Thursday 18 April 2013

Green Walls May Cut Pollution in Cities




Vertical garden: Living walls can be indoors or outdoors, such as this one blooming on the Citi Data Centre in Frankfurt, Germany.


These vegetated surfaces don't just look pretty. They have other benefits as well, including cooling city blocks, reducing loud noises, and improving a building's energy efficiency.

What's more, a recent modeling study shows that green walls can potentially reduce large amounts of air pollution in what's called a "street canyon," or the corridor between tall buildings.

For the study, Thomas Pugh, a biogeochemist at the Karlsruhe Institute of Technology in Germany, and his colleagues created a computer model of a green wall with generic vegetation in a Western European city. Then they recorded chemical reactions based on a variety of factors, such as wind speed and building placement.

The simulation revealed a clear pattern: A green wall in a street canyon trapped or absorbed large amounts of nitrogen dioxide and particulate matter—both pollutants harmful to people, said Pugh. 
Compared with reducing emissions from cars, little attention has been focused on how to trap or take up more of the pollutants, added Pugh, whose study was published last year in the journal Environmental Science & Technology.
That's why the green-wall study is "putting forward an alternative solution that might allow governments to improve air quality in these problem hot spots," he said.

Different green walls are as captioned below.


 Living wall: This living wall bursts with vegetation at Paris's Musee du Quai Branly a type of green wall that's catching on in some big cities.

Green gold: A vertical garden (pictured) won the gold medal in the 2011 Chelsea Flower Show  in London



 Going green: In Madrid, plants turn a wall in the Paseo del Prada bright green.


Colourful Tableau: A green wall creates a colorful tableau in Copenhagen's Kongens Nytorv (Royal Square).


**WHAT NEEDS TO BE DONE:** Look through the records, and wherever the string "pixels" turns up, copy out that line.

(Entries from a dataset of interfaces)
----

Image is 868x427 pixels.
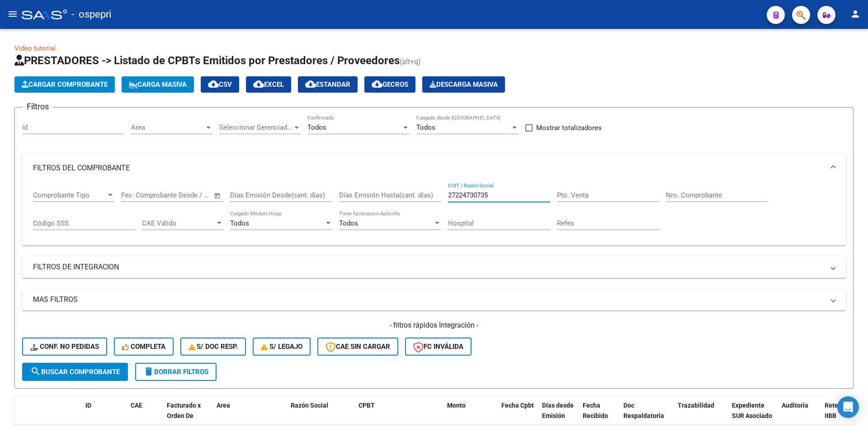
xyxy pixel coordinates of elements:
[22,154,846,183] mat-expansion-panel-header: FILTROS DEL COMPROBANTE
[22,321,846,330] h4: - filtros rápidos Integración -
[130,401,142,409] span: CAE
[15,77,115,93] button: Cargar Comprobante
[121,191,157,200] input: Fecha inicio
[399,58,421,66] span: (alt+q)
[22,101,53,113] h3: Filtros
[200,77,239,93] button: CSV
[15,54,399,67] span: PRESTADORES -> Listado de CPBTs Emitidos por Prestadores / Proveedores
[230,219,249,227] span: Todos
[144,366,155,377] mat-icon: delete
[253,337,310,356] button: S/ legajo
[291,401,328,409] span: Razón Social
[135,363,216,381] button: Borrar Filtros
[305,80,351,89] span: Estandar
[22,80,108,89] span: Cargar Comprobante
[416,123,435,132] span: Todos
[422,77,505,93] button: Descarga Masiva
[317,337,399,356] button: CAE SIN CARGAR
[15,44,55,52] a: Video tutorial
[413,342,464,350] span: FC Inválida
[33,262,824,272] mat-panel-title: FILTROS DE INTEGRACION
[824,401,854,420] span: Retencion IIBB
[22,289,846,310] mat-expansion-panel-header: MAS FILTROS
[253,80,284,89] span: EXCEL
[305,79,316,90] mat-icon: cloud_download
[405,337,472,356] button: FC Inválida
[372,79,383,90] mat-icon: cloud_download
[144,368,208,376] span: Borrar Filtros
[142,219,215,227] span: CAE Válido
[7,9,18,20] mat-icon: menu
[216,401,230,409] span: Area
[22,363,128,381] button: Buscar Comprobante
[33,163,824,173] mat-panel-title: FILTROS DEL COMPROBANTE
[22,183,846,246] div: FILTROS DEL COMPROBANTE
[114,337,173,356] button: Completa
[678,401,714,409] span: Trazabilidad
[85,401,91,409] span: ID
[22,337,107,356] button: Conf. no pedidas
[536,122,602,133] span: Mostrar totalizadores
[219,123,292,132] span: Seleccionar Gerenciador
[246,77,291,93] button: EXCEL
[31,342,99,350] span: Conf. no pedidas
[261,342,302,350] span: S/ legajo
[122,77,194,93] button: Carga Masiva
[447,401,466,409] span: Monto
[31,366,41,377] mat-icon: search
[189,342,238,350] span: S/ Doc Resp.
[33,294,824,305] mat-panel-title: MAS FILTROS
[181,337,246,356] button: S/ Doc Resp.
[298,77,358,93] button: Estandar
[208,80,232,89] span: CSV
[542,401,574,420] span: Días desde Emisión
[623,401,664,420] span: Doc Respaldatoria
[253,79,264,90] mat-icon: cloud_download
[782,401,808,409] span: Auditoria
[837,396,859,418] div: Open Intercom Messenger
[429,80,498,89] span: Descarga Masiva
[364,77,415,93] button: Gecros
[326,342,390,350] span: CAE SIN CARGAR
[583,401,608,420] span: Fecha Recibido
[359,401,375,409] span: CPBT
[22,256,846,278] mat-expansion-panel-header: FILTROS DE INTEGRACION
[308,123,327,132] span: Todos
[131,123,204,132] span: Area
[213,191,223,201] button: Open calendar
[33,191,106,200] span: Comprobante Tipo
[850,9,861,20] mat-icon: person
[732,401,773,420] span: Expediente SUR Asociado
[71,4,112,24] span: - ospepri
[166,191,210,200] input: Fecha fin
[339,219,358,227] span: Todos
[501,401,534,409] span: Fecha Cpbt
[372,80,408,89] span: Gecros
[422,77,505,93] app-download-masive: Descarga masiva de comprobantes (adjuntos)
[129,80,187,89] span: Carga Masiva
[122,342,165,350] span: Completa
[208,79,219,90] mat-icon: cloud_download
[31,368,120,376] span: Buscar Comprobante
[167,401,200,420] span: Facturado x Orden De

----

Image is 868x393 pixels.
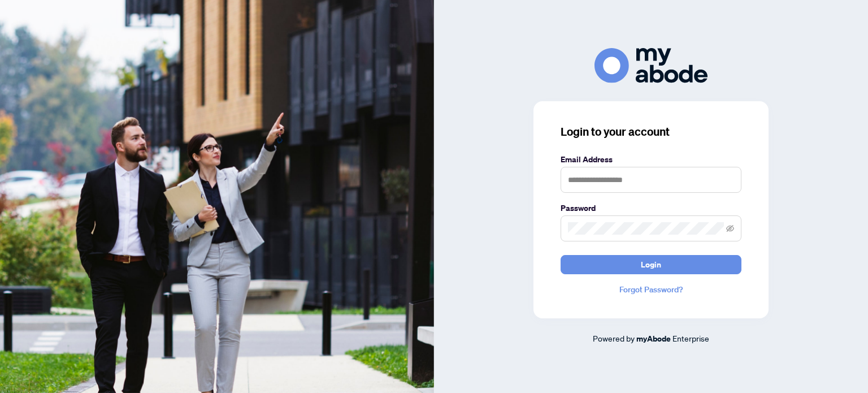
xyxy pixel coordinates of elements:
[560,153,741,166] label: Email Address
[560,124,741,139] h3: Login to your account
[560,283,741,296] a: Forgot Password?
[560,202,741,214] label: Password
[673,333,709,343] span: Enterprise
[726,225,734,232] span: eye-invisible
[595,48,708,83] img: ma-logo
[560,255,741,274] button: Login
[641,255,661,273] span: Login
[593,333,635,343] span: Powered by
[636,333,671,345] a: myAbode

----

**SOLVED EXERCISE:**
Image is 868x427 pixels.
Image is 868x393 pixels.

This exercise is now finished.